Roughly 40 evictions are filed every day in Jackson County, and Raghuveer has found that for some landlords, eviction has become a business practice.

“There are some new players on the scene in terms of landlords that kind of mix up this story of how eviction impacts our community,” Raghuveer said. “Some of the biggest evictors now, relative to 10 years ago, are out of state property managers. They’ve been buying up single family homes and rental properties across the city. That’s led to massive churn.”

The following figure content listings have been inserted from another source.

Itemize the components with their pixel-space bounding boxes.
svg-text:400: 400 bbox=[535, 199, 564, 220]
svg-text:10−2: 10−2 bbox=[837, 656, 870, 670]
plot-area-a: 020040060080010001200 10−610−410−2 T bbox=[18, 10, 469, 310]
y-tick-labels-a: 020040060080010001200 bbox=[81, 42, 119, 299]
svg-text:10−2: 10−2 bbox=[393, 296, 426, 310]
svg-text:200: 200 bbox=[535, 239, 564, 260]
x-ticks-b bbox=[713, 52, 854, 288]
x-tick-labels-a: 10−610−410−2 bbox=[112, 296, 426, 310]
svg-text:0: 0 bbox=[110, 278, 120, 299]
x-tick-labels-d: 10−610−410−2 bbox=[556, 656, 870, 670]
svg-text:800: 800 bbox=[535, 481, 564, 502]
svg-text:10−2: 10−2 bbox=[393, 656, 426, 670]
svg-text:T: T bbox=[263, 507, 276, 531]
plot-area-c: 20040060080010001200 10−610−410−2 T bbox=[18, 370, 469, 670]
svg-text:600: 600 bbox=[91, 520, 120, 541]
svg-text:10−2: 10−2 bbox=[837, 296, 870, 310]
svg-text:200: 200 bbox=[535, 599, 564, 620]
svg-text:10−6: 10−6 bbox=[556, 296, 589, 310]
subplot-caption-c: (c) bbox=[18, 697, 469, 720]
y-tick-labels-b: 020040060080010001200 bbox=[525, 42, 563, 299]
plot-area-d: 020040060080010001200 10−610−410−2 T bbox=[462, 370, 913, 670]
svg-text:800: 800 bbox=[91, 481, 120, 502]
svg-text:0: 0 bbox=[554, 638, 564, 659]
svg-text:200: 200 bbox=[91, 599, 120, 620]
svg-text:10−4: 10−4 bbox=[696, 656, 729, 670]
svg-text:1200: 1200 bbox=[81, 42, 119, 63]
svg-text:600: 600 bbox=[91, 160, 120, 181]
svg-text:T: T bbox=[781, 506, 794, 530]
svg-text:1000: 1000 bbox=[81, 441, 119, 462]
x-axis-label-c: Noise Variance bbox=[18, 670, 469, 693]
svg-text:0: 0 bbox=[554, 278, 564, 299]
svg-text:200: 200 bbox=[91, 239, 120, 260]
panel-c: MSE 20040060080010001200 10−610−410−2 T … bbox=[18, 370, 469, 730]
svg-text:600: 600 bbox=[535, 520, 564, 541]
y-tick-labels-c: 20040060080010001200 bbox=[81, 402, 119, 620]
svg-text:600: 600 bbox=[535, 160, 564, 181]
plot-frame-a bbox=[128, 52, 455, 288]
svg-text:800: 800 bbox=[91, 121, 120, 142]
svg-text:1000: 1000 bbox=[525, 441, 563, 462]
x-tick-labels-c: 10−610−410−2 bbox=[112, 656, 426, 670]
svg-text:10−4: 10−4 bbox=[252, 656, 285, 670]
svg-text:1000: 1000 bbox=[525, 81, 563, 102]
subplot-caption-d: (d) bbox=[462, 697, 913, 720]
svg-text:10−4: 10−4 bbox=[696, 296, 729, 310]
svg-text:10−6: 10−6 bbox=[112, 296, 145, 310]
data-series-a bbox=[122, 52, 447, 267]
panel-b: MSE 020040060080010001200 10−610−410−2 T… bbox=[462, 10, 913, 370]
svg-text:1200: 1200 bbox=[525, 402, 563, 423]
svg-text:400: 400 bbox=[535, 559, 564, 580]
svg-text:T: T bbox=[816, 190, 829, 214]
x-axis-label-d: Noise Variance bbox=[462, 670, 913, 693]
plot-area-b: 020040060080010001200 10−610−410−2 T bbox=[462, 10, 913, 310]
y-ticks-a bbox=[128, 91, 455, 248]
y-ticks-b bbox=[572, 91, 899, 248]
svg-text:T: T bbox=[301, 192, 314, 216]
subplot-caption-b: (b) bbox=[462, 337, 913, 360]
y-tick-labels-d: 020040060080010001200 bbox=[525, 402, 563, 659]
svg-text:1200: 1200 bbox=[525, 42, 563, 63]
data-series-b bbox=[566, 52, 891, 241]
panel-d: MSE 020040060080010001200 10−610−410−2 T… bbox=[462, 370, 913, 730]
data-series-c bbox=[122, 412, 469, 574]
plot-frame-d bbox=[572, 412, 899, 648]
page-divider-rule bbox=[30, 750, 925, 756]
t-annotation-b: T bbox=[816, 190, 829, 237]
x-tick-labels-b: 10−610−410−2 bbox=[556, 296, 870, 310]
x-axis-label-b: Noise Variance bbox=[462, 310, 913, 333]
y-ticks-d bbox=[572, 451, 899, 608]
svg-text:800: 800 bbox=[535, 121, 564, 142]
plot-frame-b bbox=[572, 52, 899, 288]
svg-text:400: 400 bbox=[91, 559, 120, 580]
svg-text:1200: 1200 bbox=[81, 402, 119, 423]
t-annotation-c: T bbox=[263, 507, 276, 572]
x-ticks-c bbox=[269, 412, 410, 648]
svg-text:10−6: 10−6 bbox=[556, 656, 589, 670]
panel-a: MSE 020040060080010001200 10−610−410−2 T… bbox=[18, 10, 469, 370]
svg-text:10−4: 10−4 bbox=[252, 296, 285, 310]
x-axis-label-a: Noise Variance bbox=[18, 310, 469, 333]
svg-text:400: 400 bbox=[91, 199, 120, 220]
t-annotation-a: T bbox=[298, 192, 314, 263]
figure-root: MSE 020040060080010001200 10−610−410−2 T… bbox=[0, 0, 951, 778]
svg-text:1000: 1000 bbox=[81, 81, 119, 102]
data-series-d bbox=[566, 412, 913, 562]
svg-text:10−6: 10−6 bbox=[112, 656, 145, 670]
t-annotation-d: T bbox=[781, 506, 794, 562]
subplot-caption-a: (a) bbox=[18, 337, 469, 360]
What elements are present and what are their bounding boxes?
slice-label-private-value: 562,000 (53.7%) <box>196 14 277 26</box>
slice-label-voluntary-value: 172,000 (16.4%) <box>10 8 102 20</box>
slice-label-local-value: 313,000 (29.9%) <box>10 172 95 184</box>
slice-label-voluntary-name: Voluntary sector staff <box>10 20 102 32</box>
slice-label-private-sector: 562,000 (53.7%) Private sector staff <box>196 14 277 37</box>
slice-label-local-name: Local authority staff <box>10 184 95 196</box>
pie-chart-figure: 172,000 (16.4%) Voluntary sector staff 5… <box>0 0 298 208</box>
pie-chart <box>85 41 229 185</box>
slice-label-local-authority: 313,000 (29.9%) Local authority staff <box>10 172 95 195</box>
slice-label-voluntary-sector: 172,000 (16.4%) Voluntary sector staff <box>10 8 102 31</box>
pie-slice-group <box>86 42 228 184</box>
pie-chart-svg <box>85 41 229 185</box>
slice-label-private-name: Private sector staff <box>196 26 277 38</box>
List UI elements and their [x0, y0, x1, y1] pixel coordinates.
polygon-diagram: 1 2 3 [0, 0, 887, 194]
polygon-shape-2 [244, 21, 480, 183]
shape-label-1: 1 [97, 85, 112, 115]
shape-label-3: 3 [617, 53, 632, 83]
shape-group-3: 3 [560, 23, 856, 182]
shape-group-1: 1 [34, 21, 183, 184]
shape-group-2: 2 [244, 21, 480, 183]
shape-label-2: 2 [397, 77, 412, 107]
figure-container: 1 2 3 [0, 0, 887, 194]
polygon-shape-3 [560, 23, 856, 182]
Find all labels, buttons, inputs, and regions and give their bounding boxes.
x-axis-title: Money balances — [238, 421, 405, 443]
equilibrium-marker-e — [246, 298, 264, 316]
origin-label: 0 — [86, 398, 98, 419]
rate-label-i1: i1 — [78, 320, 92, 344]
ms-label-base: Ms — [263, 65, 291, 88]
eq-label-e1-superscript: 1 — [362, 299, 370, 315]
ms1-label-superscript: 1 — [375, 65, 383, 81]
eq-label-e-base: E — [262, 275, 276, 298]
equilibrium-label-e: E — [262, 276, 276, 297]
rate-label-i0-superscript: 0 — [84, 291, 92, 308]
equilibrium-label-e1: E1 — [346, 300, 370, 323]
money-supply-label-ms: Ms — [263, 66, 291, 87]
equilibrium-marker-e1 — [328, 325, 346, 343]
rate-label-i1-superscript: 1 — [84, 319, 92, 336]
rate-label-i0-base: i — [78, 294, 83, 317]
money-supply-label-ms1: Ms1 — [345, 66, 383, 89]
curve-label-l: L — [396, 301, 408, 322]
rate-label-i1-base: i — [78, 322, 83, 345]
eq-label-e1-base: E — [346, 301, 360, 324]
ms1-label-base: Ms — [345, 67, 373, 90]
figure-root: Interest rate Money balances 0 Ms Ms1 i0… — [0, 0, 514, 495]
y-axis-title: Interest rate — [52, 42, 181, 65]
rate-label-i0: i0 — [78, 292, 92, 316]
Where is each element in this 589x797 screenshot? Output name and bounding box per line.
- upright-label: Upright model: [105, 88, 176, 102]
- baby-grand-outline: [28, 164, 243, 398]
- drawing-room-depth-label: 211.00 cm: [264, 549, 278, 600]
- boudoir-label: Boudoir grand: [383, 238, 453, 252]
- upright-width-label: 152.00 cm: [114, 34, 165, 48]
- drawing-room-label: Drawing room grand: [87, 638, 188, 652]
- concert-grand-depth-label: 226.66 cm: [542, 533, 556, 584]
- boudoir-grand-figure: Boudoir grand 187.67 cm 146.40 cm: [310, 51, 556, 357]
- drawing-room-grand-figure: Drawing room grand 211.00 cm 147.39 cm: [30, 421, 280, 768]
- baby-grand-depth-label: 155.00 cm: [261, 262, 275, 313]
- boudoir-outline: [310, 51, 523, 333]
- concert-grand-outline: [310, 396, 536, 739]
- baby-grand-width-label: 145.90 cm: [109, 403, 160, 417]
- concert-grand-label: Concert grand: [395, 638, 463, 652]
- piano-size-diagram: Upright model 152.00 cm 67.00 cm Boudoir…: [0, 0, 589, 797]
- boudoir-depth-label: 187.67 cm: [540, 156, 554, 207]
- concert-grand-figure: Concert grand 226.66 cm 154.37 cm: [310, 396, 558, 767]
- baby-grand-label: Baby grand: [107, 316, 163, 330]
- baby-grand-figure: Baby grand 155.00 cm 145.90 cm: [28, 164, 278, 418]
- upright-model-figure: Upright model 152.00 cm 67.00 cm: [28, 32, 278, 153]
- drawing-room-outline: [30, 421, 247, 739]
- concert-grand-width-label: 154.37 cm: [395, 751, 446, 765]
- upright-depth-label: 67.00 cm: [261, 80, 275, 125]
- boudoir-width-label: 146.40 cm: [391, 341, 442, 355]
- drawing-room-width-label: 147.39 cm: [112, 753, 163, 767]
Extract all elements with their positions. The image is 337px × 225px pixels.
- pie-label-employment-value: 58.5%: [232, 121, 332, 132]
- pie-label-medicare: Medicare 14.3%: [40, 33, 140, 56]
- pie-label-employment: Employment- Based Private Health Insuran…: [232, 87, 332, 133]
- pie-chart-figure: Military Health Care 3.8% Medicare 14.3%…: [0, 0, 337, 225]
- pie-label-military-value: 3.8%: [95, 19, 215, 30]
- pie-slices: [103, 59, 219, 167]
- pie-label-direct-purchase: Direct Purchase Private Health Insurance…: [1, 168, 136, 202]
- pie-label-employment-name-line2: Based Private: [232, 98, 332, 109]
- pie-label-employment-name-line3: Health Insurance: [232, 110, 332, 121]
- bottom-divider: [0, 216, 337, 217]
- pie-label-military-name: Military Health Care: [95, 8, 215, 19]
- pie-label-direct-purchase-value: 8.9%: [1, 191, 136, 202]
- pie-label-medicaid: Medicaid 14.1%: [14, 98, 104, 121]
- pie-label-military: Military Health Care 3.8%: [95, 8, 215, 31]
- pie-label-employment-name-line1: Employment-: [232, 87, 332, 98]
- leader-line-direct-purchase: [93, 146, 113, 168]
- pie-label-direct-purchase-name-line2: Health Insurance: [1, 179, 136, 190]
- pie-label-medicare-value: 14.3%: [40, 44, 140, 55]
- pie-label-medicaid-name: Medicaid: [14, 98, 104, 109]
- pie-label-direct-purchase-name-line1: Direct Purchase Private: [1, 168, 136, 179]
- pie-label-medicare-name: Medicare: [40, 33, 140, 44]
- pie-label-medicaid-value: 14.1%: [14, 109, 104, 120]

What the researchers need now is more data to help them piece together a clear picture of where students go when they’re evicted, and how the toll of eviction impacts academic achievement. Raghuveer and her team have already partnered with KCPS and Independence public schools to mine that data, and are currently working on new data-sharing agreements with Fort Osage, Grandview and North Kansas City. Hickman Mills representatives, among others, were also in the audience for the March 15 presentation.

Kansas City Eviction Project’s Carolyn Stein said the preliminary data shows that academic success is less common at schools where eviction rates are highest. Stein called the work of understanding the link between eviction and achievement “the last piece of the puzzle” in the team’s research.

“Some schools have up to 8% of their students facing eviction,” Stein said. “Schools where students are very likely to face eviction are the schools where the standardized test scores are lower. It’s certainly suggestive and I think deserving of a lot of further research.”

To that end, the Kansas City Eviction Project is making a formal request for new data to help paint a more complete picture. They’re asking for 10 years of data from school districts: student core files, attendance files, DESE assessment data, discipline files, home addresses and parent/guardian names. That way, school district data can be matched to court data with greater certainty.

Stein noted that the organization will take pains to protect the data.

“Personally identifiable information will not be disclosed,” Stein said. “The data will be kept in a secure, password-protected remote server, and the data will be destroyed at the conclusion of the study.”

The City of Kansas City, Missouri is eager to dive further into the topic of eviction. Kate Bender, Deputy Performance Officer with the City, marveled at the data compiled by Raghuveer and her team.

“I was certainly blown away by the research she’d done and the perspective she’s bringing to us,” Bender said. “And also, not to say that Tara herself isn’t amazing, but the data is also really, really amazing.”

“It’s a data set that I don’t think we really knew existed in any form,” Bender added. “It’s not a heavily researched issue across the country, so I don’t think Kansas City is alone in that respect.”

At the conclusion of the presentation, Mayor James urged school districts in attendance to hop on board with the data-sharing efforts needed to build a more comprehensive picture of evictions in Kansas City. Though efforts have been made to pull data on a statewide level, James warned that it could be a long wait for that information.

“If you’re going to wait around for the state to do something, then you’re going to be waiting around forever,” James said.